In June, Col. Anatoly Samkov, head of Krasnoyarsk region’s state security agency, reported that an “Asian country” tried to recruit at the Krasnoyarsk 26 and 45 facilities. That country, the newspaper Izvestia specified, was China, which supposedly wanted help in modernizing a uranium enrichment plant.

One Kurchatov Institute employee has said two colleagues were offered $2,000 a month by Libya to work at the Tajura Nuclear Center, which the Russians say houses a five-megawatt reactor that has no military use. Even former Soviet republics may now be getting into the act: Two Russian physicists have reported receiving feelers about employment from Ukraine.

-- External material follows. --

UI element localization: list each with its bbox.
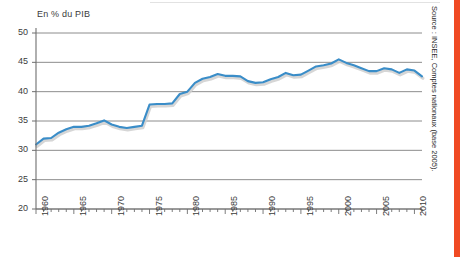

On Nov. 27, the ribbon was cut on the $75-million centerpiece in an to keep the former bomb builders at home: the International Scientific and Technical Center, housed in a Moscow institute that once made devices to measure the wallop of nuclear explosions.

The American government contributed $25 million and wants the money to pay salaries to scientists formerly employed making “weapons of mass destruction” so they can do civilian research. A multinational board of directors will pass judgment on competing proposals for experiments.

Sergei L. Loiko, of The Times’ Moscow Bureau, Times staff writer Tyler Marshall in Berlin and Moscow free-lance journalist Kirill Belyanikov contributed to this report.